GLOBAL NEWS

Somali Govt Challenges Regional Administrations’ Status


The central government of Somalia faces tough choices in dealing with regional states whereby some regional states’ leaders call the Somali President as their ‘counterpart’.

The issue has also created a hot debate among Somalis who took to the social media to match up to the Somali leaders with top regional state officials.

Somali government which maintained tolerance towards the stimulating situation thus far seems to be losing forbearance at last, with the parliament speaker Mohamed Osman Jawari nixes calling them as regional states but rather a more belittled title: interim administrations.

He stated that calling some ‘interim’ administrations as regional states violates the country’s constitution.

“They are not regional states, but rather interim administrations – you can fittingly call a regional state as an administration which has at least two regions under its control.” He said at a parliament
meeting on Thursday.


Mr. Jawari, Speaker of the Somali parliament


He didn’t refer certain administrations; however, his caveat indicates the government’s intolerance towards the number of regional administrations in Somalia.

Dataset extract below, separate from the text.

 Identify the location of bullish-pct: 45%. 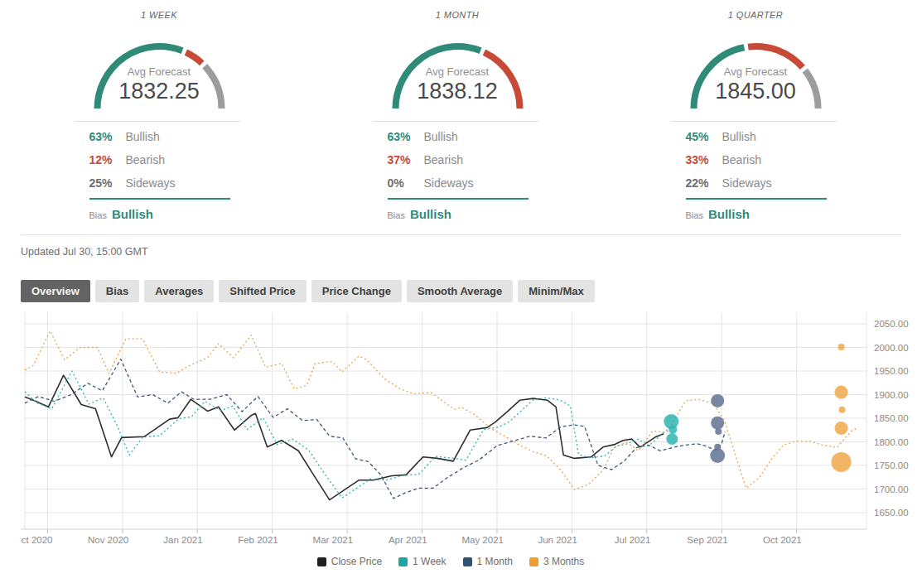
(704, 137).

Mr. Jawari told the legislators that only states endorsed by the parliament can be referred as ‘regional states’.

As Somalia started adopting federal system across the country, rival clans have formed their own administrations, raising concerns of further fragmentation among the Somalis who have been fighting each other in civil war since 1991.

Somalia currently has a central government; and imposed a relative stability in large parts of the country after the ouster of militants from the capital and surrounding regions.

According to a recent research project by the Heritage Institute for Policy studies, a think tank based in Mogadishu, majority of Somalis favor a federal system of governance, despite serious misgivings.

The survey said that the majority of those surveyed consider federalism as the best way to achieve a power-sharing mechanism among Somali clans whereas a vertical system of governance with a highly
centralized unitary state is seen as inherently undemocratic and oppressive. People demand horizontal power structures where they can retain a fair degree of influence at the local level.